On The Fly
Every now and then, Breaking Bad will say to heck with the general arc, let's do a small story. Sometimes it works out really well, like "Peekabo" or "4 Days Out," but sometimes it's more frustrating, leaving you waiting for next week when the story starts again. That was the case with "Fly," one of my least favorite episodes.
"Fly"has the shortest cold open of the series, where we have a close-up of guess what? A fly. We watch a few seconds and that's it. Okay.
We're in the lab, and the numbers aren't adding up for Walt. The net is .14% off. Jesse knows it's because he's skimming the meth, but it's driving Walt to distraction. And, in addition, there's a fly. A contaminant.
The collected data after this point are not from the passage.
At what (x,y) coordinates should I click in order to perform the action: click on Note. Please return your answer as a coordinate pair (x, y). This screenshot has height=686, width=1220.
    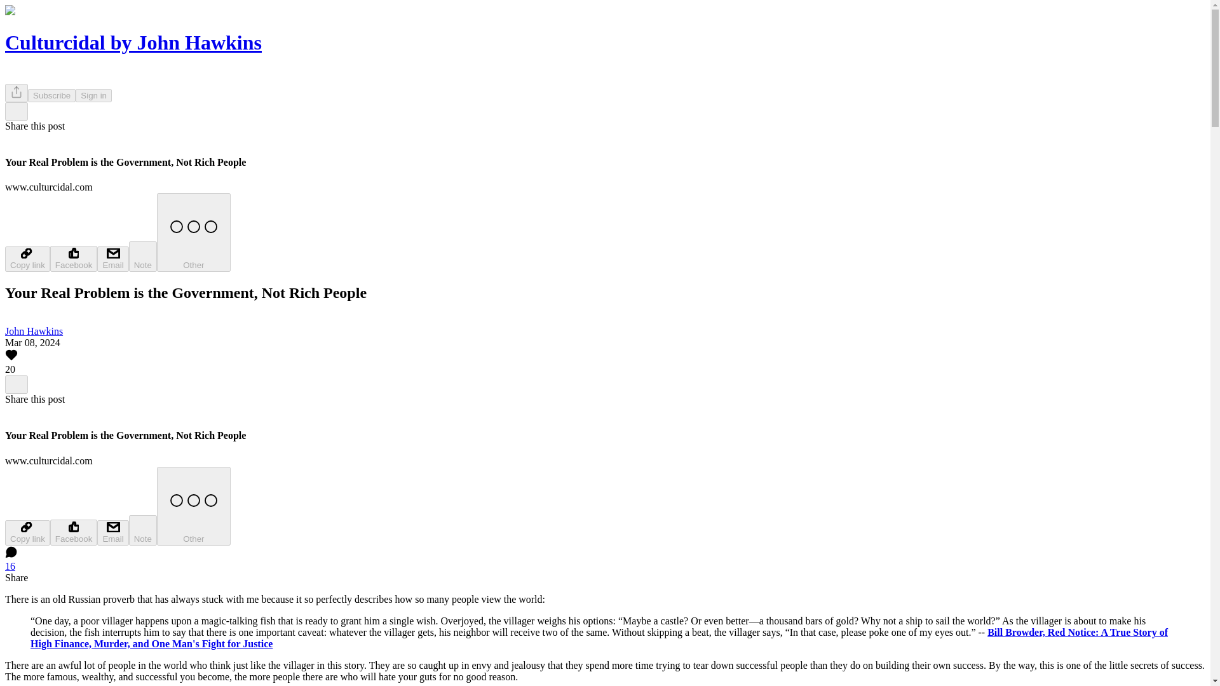
    Looking at the image, I should click on (143, 530).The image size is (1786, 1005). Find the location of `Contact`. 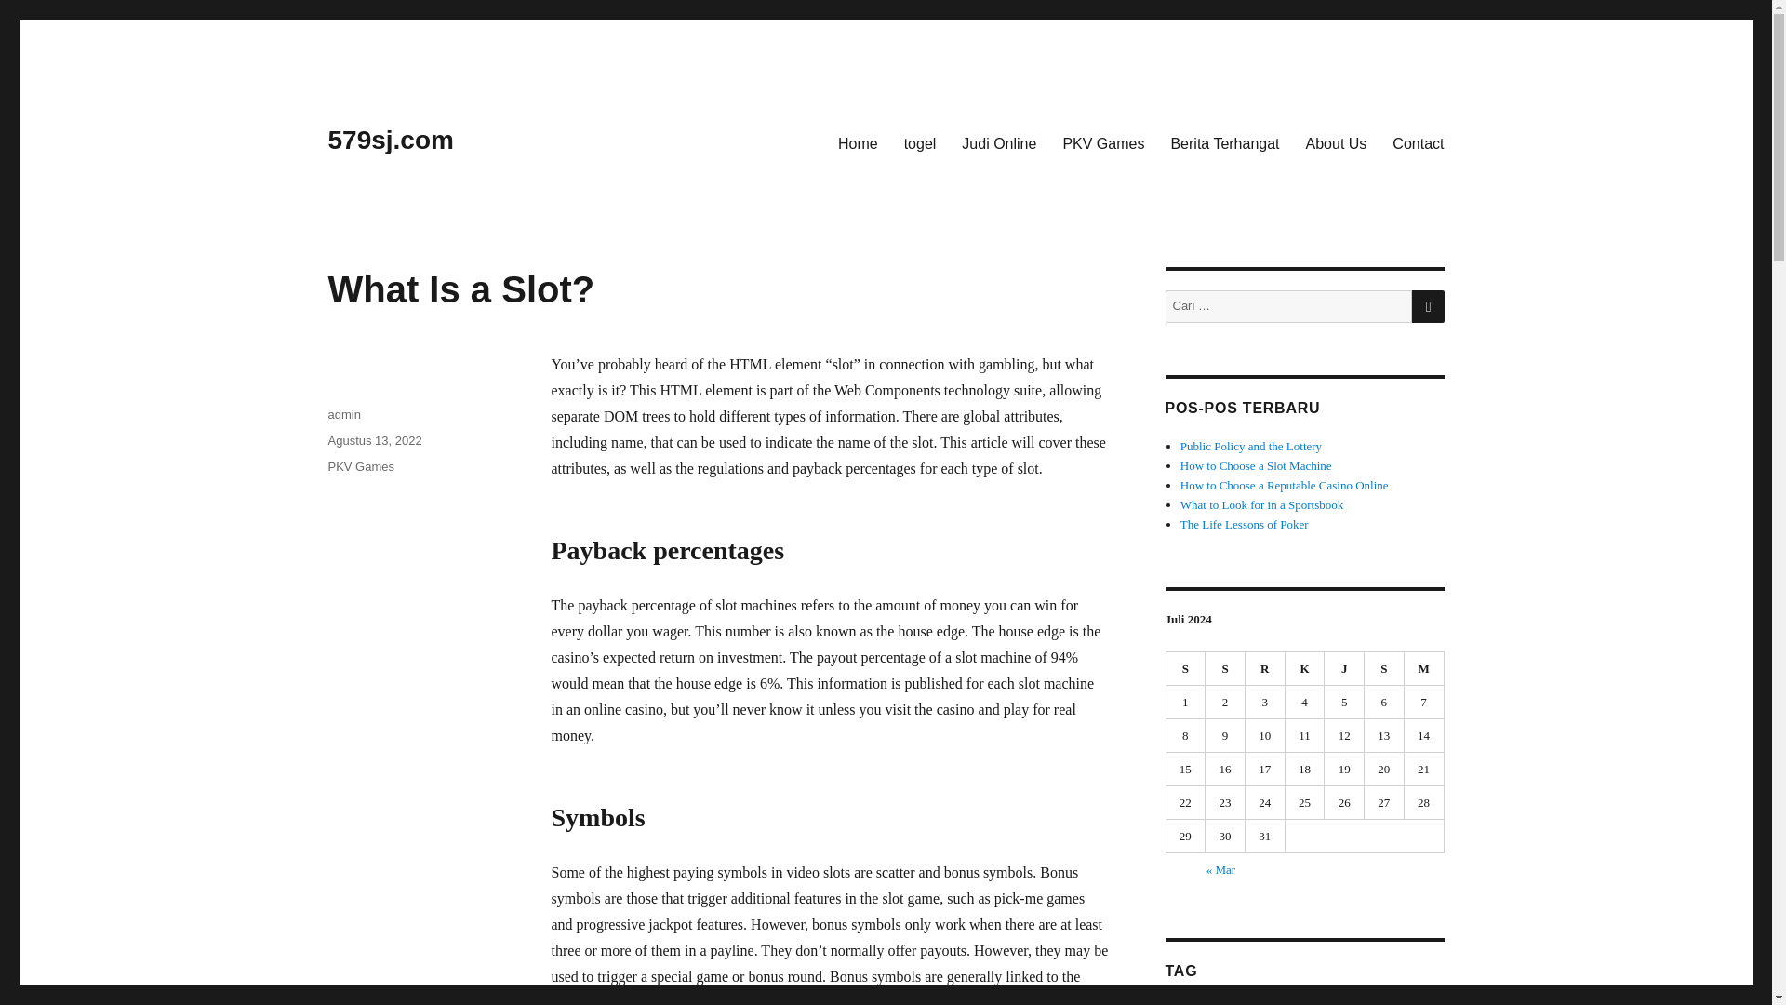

The entire episode is Walt obsessing about the fly. He chases after the fly, hurts himself, perhaps even knocks his brain a bit loose. (As he's lying on the ground, the fly comes right up on his glasses. Aeon Flux, anyone?)
Walt stays up all day and night trying to get the fly. When Jesse returns from a night's sleep, there's Walt, still going crazy. I realize it's symbolic of something bigger, of the failure and disappointment Walt feels, but still, this is an hour about trying to catch a fly.
Worse, it's Walt being irrational. Last week, for the first time ever, I was annoyed at Jesse's actions. He's a millionaire thanks to this sweet set-up, he's clean, and his lawyer is teaching him how to launder money. And all he can think of is screwing it up and being a gangsta. I don't get it. In the past, Jesse has been a major screw-up, and shown a startling lack of technical knowledge, but he's not an idiot. I don't buy his need to "be the bad guy." Not when he can sit back and be the rich guy.
So we've already got one character acting like a jerk, and now we have Walt acting crazy. He won't cook? For a fly? It's just silly.
In between the fly chase, they speechify. Walt, tired and drugged, goes on about how he should have died earlier, when he'd have been missed. I can see it, but this monologue would work better in a show with real action. Jesse also suggests Walt might have brain cancer, though Walt assures us his check-up was clean, which mean he has no excuse.
There is one good source of tension. Walt talks about Jane, and how he met her dad the night she died, and you realize he's getting close to dangerous territory. With lack of sleep, and the over-the-counter sleep aid Jesse slipped into his coffee, perhaps Walt will spill he's responsible for Jane's death. We've seen him do this before, when he was going under for surgery and admitted he had two phones. But he goes right up to the edge and pulls back, not unlike last week, when Skyler looked like she was gonna talk about meth, but changed the story.
At the end, Walt explains that if Jesse is skimming (they both know it, but neither will say it) and the management finds out, he can't protect him. Sounds to me like this will be the plot for the rest of the season.